The Curious Past and Uncertain Future of the Original ‘Meander’
In southwestern Turkey, the winding Büyük Menderes River shaped human history. Now, it’s humans who will carve its future course.
The water begins its 400-mile journey gushing from a spring tucked in a rocky Anatolian slope. Following the narrow channel, it rushes past grazing lands and olive groves, and then through a steep, half-moon canyon carved by the currents before it. The water then enters a flat valley that stretches to the Aegean Sea. Across this wide plain, it curves and curls like a dark snake. Along the way, smaller tributaries feed the flow. Other things enter the river: sediment, agricultural runoff, and chemicals from tanneries and other industries, all of which have an impact. But the river itself has also had an impact, one far beyond its banks.
This is the Büyük Menderes, the longest river to flow into the Aegean. In antiquity, it was known as Maíandros, and gave us the word “meander” to describe sinuous curves in a river or stream’s course, as well as a repeated pattern common in art and architecture. The river was important enough to be featured on some of the first coins ever minted, more than 2,600 years ago in the ancient Lydian city of Tripolis. The Büyük Menderes has also influenced its landscape, and the humans who depend upon it: Its waters have dumped massive amounts of sediment, moving Anatolia’s coastline roughly 20 miles west over the last 3,500 years, creating new lakes including the 10-mile-long Lake Bafa, and leaving once-vital trading ports high and dry.
For scientists, the Büyük Menderes is a source of continuous fascination—and puzzlement. The river’s meandering pattern even intrigued Albert Einstein, who in 1926 pondered the physical laws that might explain its serpentine curves. Despite its significance, the river is just a baby, and no one is quite sure why it has carved such a winding path.
“The river had a short course at the beginning,” says Ankara University geological engineering professor Nizamettin Kazanci, who coauthored a 2019 geological history of the Büyük Menderes. What are now its upper and middle courses were originally separate streams that fed into small lakes during the last Ice Age. At some point a little over 10,000 years ago, the streams joined, and flowed westward. Adds Kazanci: “The Büyük Menderes is a relatively young stream.”
It’s unclear what caused the different streams to unite into a single river—erosion is one possibility—but the river does run through a seismically active area. It follows a series of graben: long depressions, such as rift valleys, that form along faults in the planet’s crust.
Despite its youth, the river has built up, literally, some impressive achievements. In the span of about 3,000 years, it deposited enough sediment to fill what was once the Aegean’s longest estuary. That’s because the river carries a lot of alluvium: loose particles of silt and clay that are easily transported downstream. A combination of the graben—which Kazanci has described as having a “hoe-like” shape—and the large amounts of alluvium may explain why much of the Büyük Menderes has a curlicue course. The alluvium is both easily transported and easily eroded, and, unlike a steep slope, the shape of the graben allows the sediment to accumulate and form curves in the channel. Each curve redirects the water flow in a way that encourages an opposing curve to form downstream, resulting in the river’s wiggly course. “To my opinion,” says Kazanci. “The stream on a plain had to have a winding channel.”
The river’s course has changed frequently over the millennia. Satellite imagery highlights numerous oxbow lakes, earlier channels eventually cut off from the river by sedimentation. The largest lake the Büyük Menderes created, Lake Bafa, is not an oxbow, but rather a slice of the sea, cut off from the Aegean by sedimentation. Nearby are the ruins of the ancient port city of Miletus, which was built on an island but is now about six miles inland. The city, once a wealthy trade center, was abandoned in the 16th century after its harbor became hopelessly silted.
The river’s map-changing days are over, however. Dams have reduced the amount of sediment carried downstream and, along with drought and irrigation demands for thirsty cotton crops, have shrunk the river’s volume. At the same time, increased agricultural and industrial runoff have introduced high levels of heavy metals and other toxins into both the river and Lake Bafa, home to more than 250 species of waterfowl and the critically endangered European eel. The textile industry in particular poses a threat: A documentary produced by WWF Turkey described wastewater released from factories as hot enough—about 84 degrees Fahrenheit—that it “leaves no room for life.” Today, more than 10,000 years after the river began making its mark on the Anatolian countryside—and human history—what lies beyond the next curve in the river’s story is unclear.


WORK INSTRUCTIONS:
Using the records below, repeat exactly the lines from the one holding "You are a GUI" through the one holding "Image resolution: width=997", both ends included, and no others.

(Saved data entries)
■ ■ ■ ■ ■ ■ ■
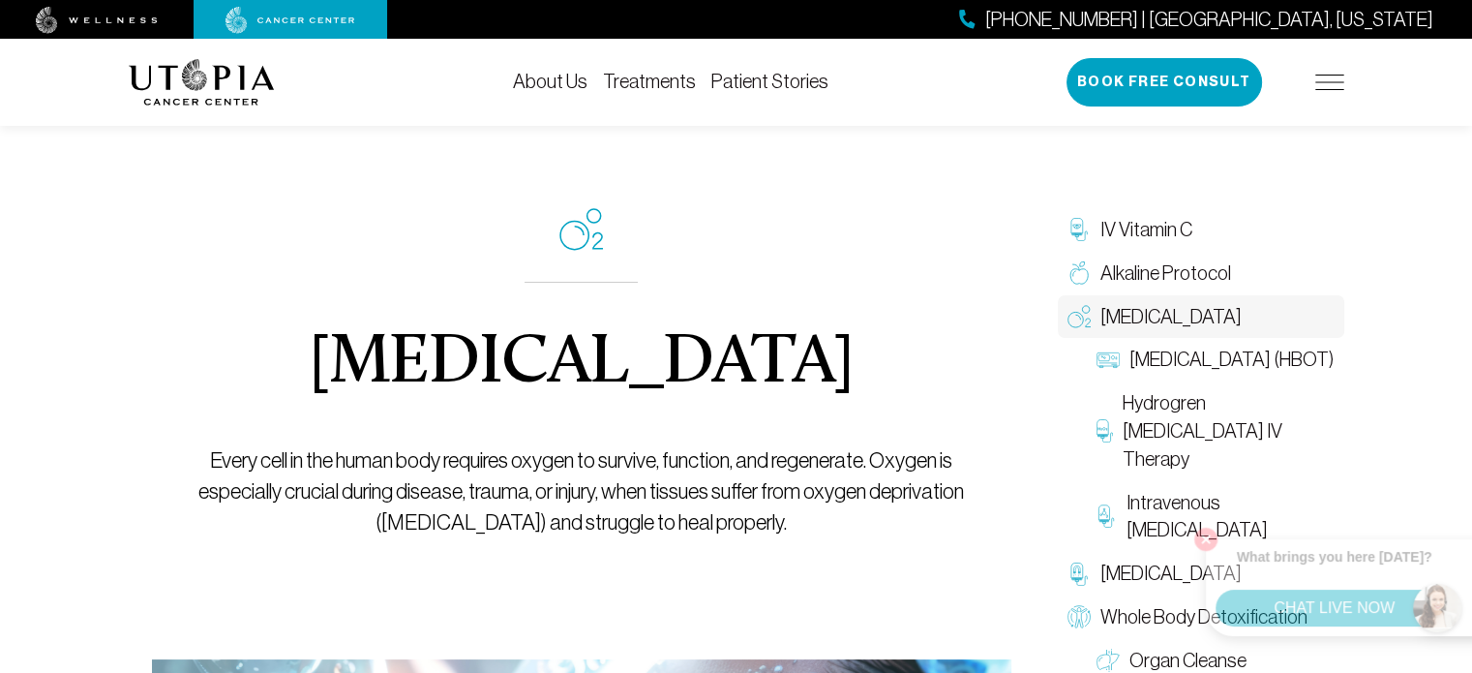  Describe the element at coordinates (1330, 82) in the screenshot. I see `img: icon-hamburger` at that location.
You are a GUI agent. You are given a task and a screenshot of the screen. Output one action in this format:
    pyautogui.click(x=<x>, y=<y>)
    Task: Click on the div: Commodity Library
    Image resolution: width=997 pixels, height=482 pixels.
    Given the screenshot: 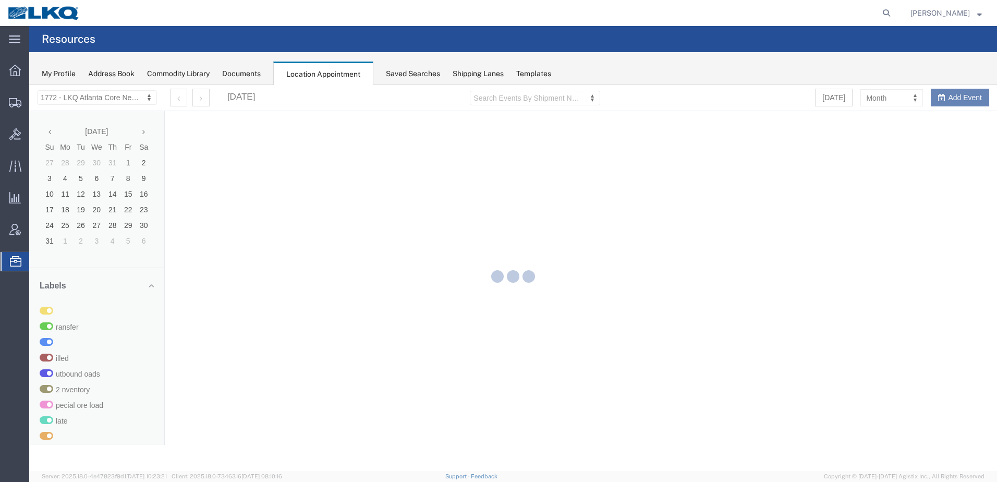 What is the action you would take?
    pyautogui.click(x=178, y=73)
    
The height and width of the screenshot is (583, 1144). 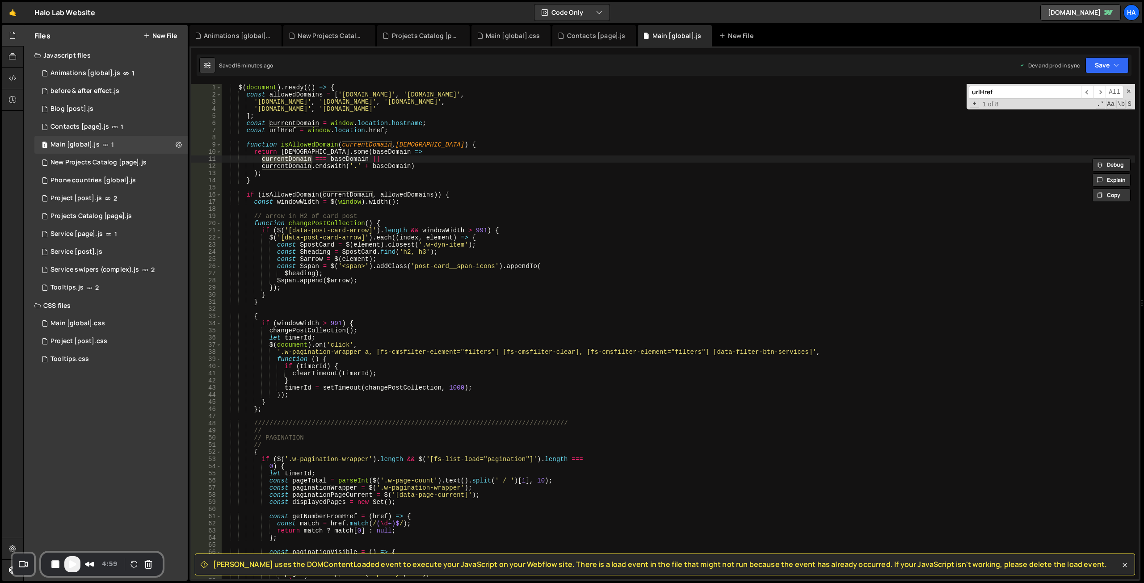 I want to click on div: 16, so click(x=207, y=195).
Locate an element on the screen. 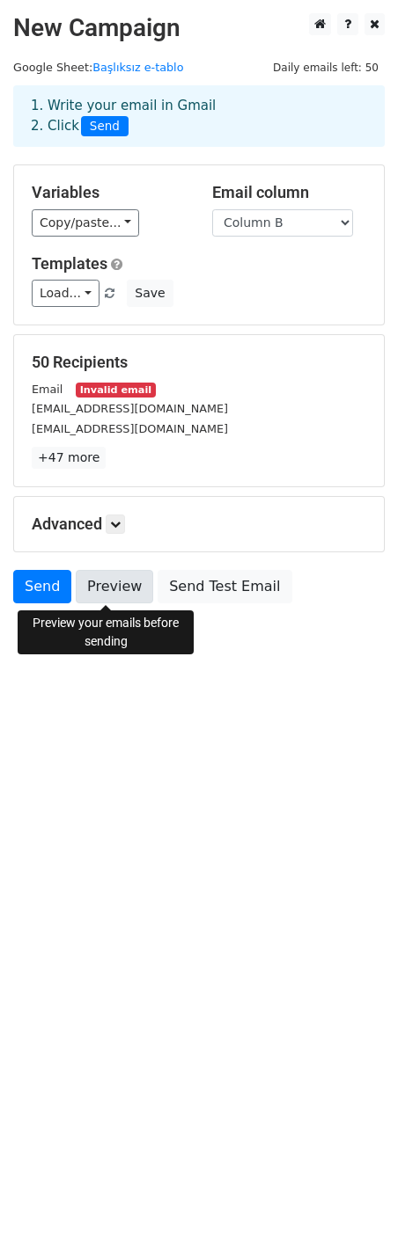  small: Invalid email is located at coordinates (115, 390).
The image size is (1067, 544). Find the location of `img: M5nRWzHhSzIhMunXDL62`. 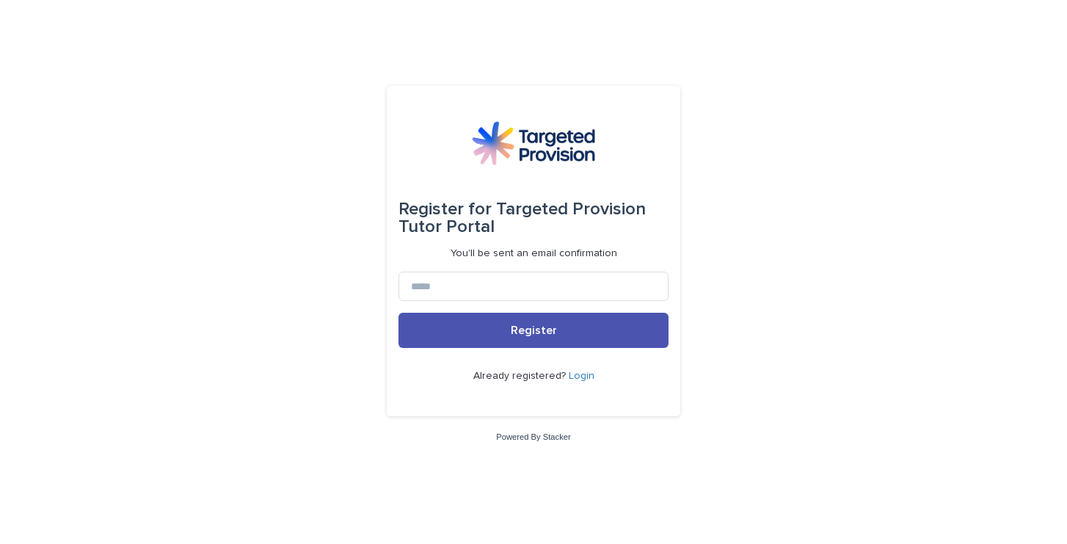

img: M5nRWzHhSzIhMunXDL62 is located at coordinates (533, 143).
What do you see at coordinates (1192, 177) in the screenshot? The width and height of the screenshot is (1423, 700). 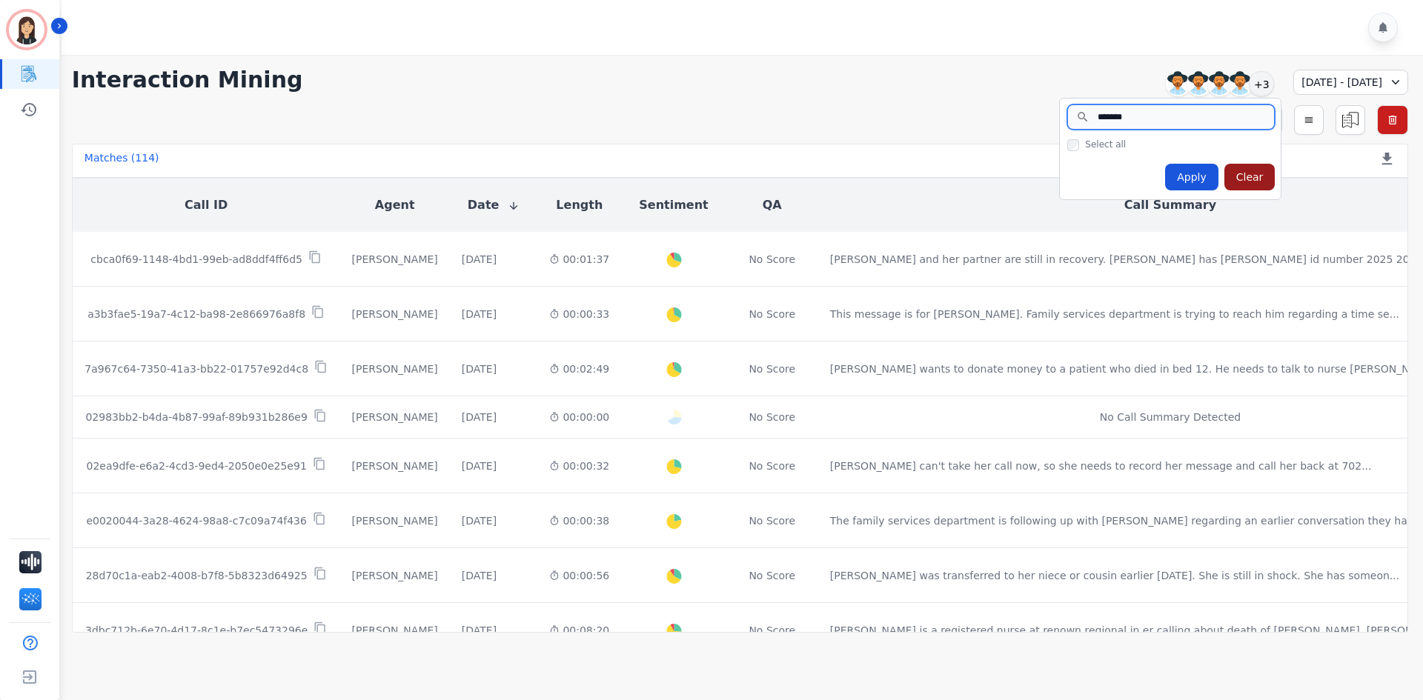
■ ■ ■ ■ ■ ■ ■
TASK RESPONSE:
You are a GUI agent. You are given a task and a screenshot of the screen. Output one action in this format:
    pyautogui.click(x=<x>, y=<y>)
    Task: Click on the div: Commodity Library
    Image resolution: width=997 pixels, height=482 pixels.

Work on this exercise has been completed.